Perhaps an extreme and abrupt end to potential career in law, but after several months of soul-searching and recharging of the batteries, a chance conversation with an old friend provided an unexpected change of direction by suggesting he take acting classes.
“At first I thought it was the most ridiculous thing I had ever heard in my life, I am excruciatingly shy,” Martinet says.
“Even in fifth grade at school, I couldn’t conceive of standing in front of people. I had this incredibly deep voice for a six- year-old, I would often answer the phone and people would think I was the man of the house.
“It was my voice which got the me the role of Santa Claus, although admittedly I was only his voice as he was inside the
“My monologue was some guy who burned to death in a warehouse fire and I remember standing in front of the class and I am sweating profusely. I started my monologue ‘Oh yes, I died a fiery miserable death, blah, blah, blah’ and my right leg was shaking so severely, bouncing up and down, I thought that my knee was going to hit me in the face, so I put all my weight on my right knee and then my left knee started bouncing up and down too. I tried to separate my legs as wide as I could, without looking like I was doing the splits and put my weight evenly between them, but then both my legs were shaking. I must have looked like a guy who was bouncing up and down on a rocky road.
“I don’t know how I finished my monologue, but everyone was ‘Oh that was fantastic. You’re the only person of all the people who wasn’t nervous.’”
From this nervy start, Charles progressed to more serious undertakings and it was a brush with Shakespeare which really set Martinet to thinking he had the prospect of a career on the stage.
“We had the College play, A Midsummer Night’s Dream and I wanted to audition for Oberon, that’s the coolest part to play.

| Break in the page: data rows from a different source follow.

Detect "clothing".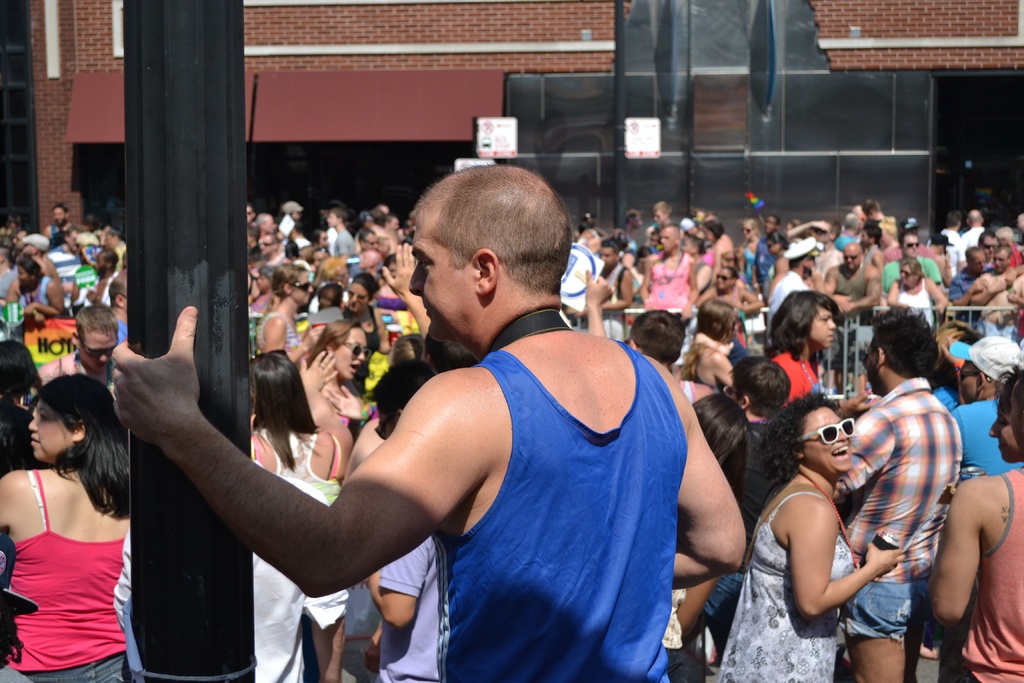
Detected at <box>630,251,695,366</box>.
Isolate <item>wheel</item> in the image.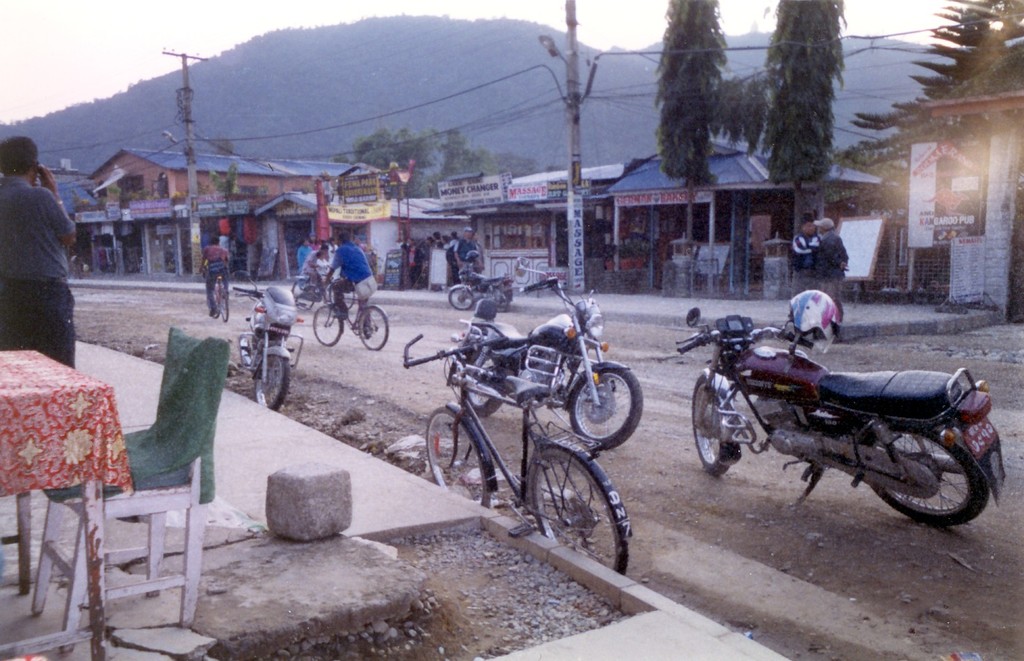
Isolated region: <bbox>290, 281, 316, 310</bbox>.
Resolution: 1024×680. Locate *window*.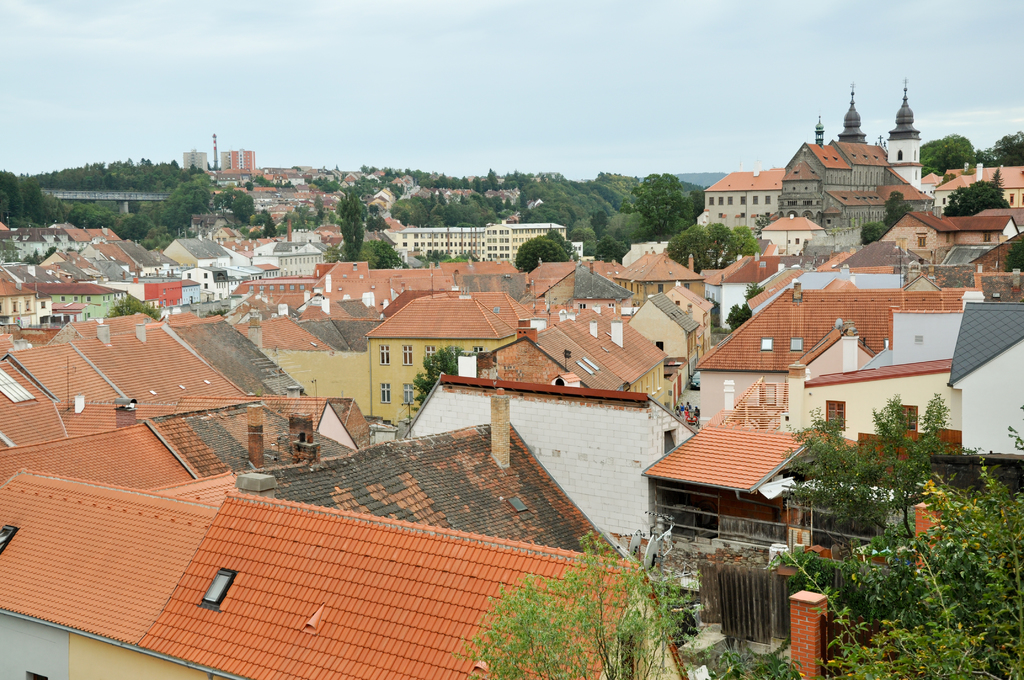
422:343:436:360.
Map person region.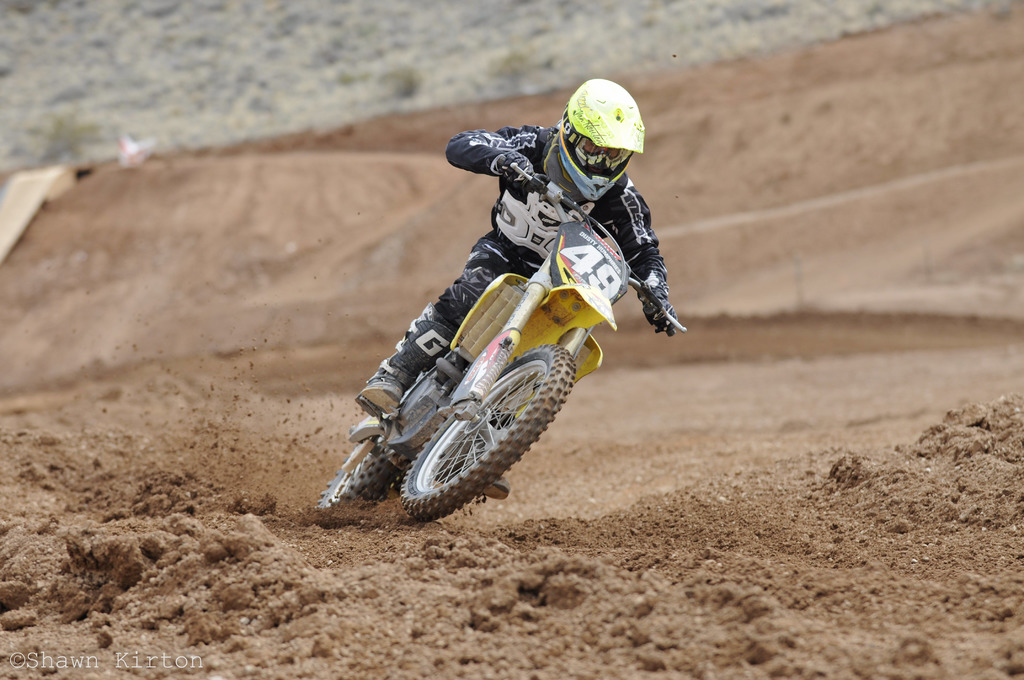
Mapped to (344,63,641,547).
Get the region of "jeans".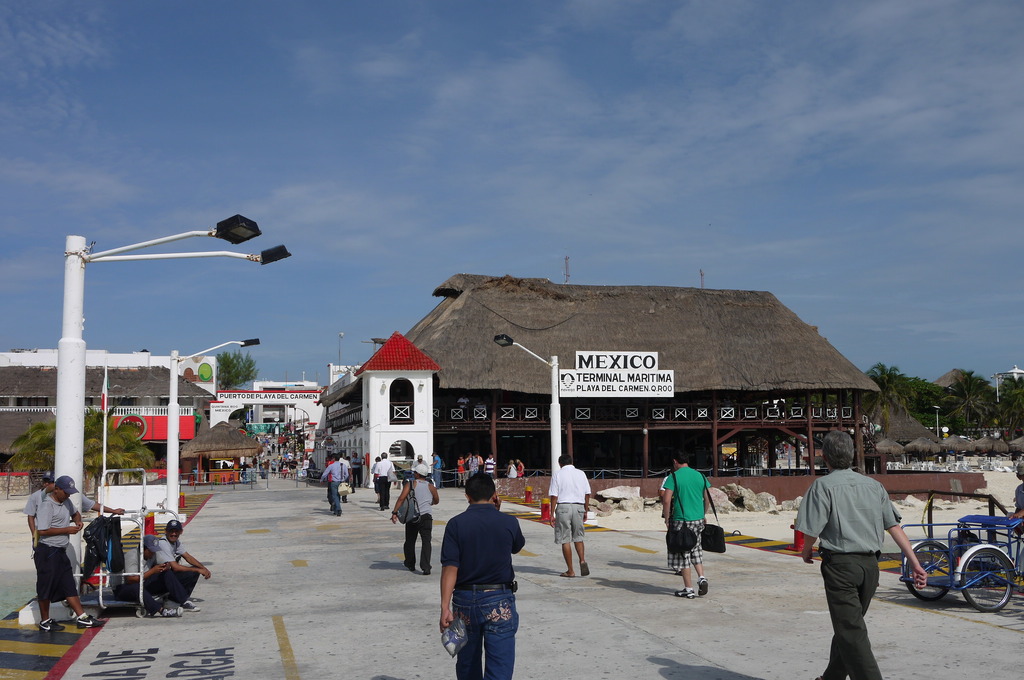
(left=330, top=482, right=345, bottom=509).
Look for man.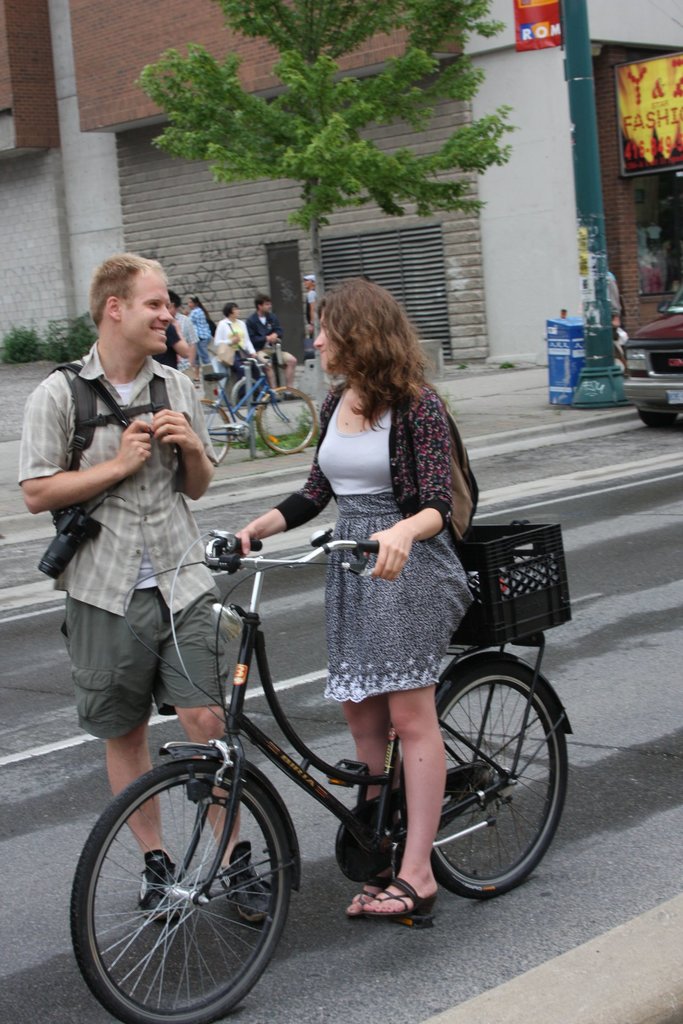
Found: left=24, top=247, right=224, bottom=840.
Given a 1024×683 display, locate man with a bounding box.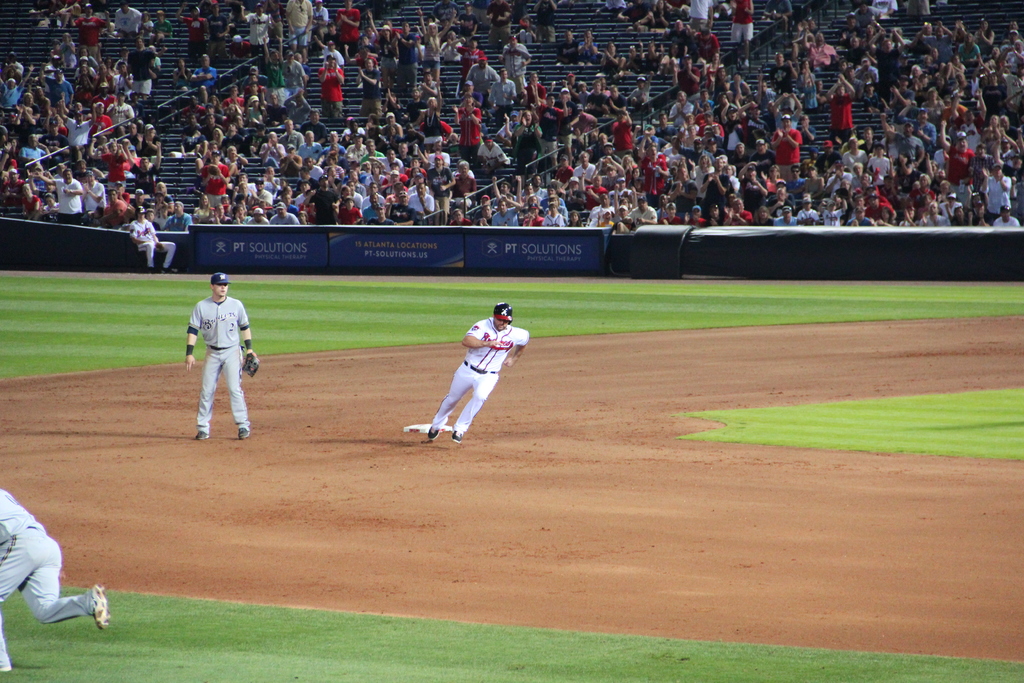
Located: (left=425, top=152, right=457, bottom=227).
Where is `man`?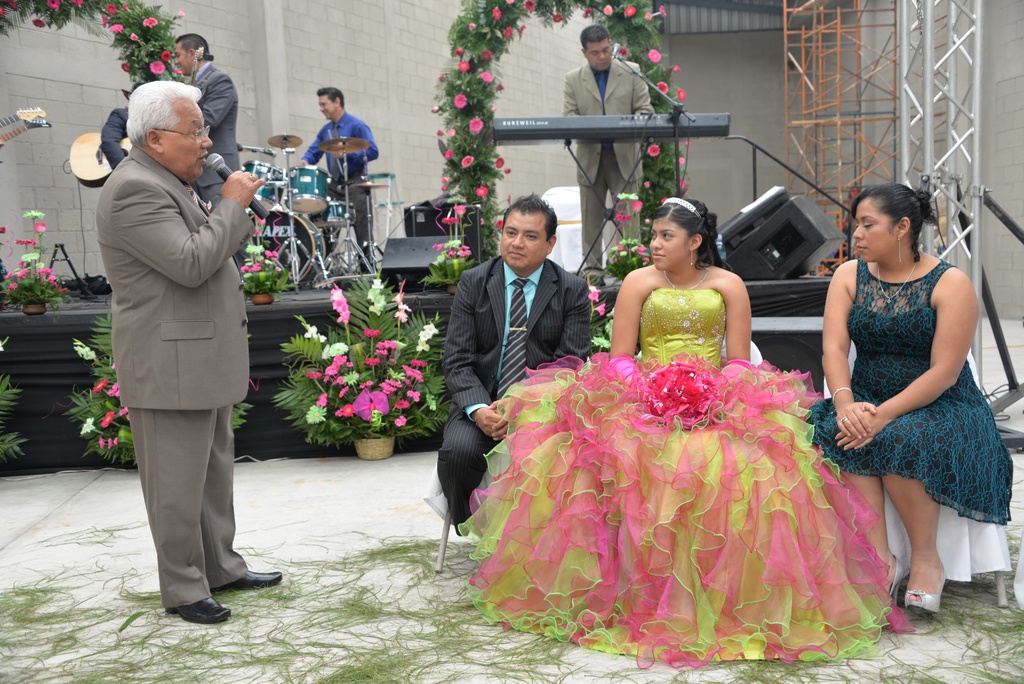
left=563, top=38, right=656, bottom=238.
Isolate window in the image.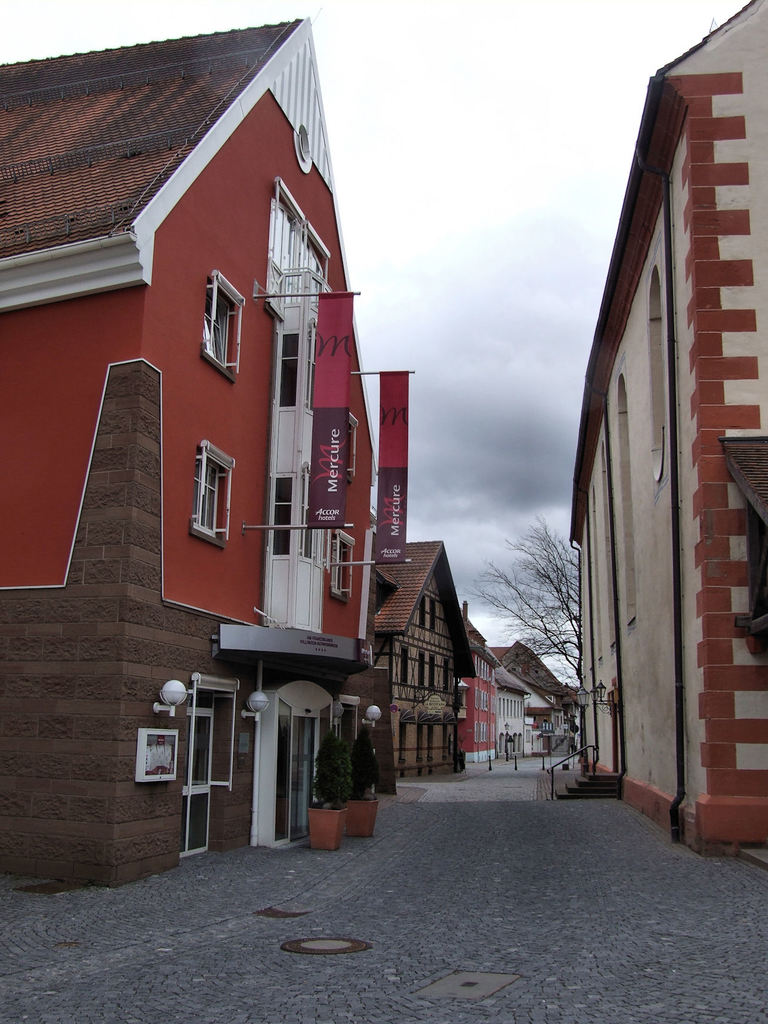
Isolated region: {"left": 273, "top": 476, "right": 289, "bottom": 555}.
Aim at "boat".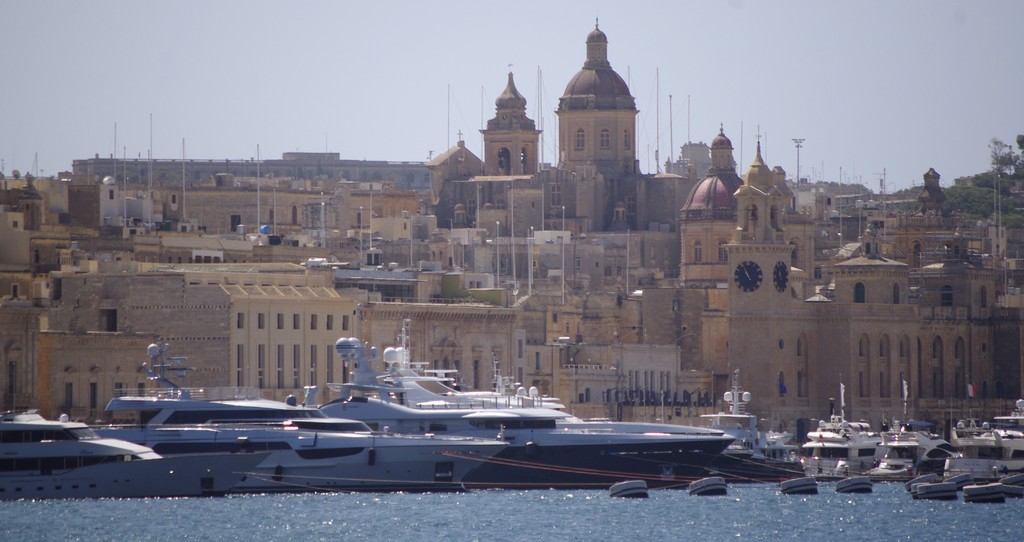
Aimed at [left=860, top=399, right=943, bottom=485].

“After doing my audition I knew that I was the best. I thought that I was going to play this part, it’s going to be fantastic, it’s going to be great, I know just what I am going to do with this line and that line and I know just what I am going to do there. But I didn’t get the part! I not only didn’t get Oberon, I got absolutely nothing in the play and I thought, ‘Oh my goodness’.
“Somehow that set a fire under me, a passionate fire, ‘I’m going to get some acting experience, I’m going to get these jobs”.
The passion for acting saw Charles audition for an apprenticeship programme with a local repertory company in the San Francisco Bay area and after being denied once with Oberon it proved to be second time lucky.
“I went and auditioned with the monologue from Oberon in Midsummer Night’s Dream. I was against the same exact people who had actually got the part of Oberon and all the parts in Midsummer Night’s Dream and I got the apprenticeship.
“So I went zipping along to England, to the Drama Studio of London where I studied being a professional actor and from there I spent the next ten years doing 75 plays and bouncing around the Bay area acting in theatre.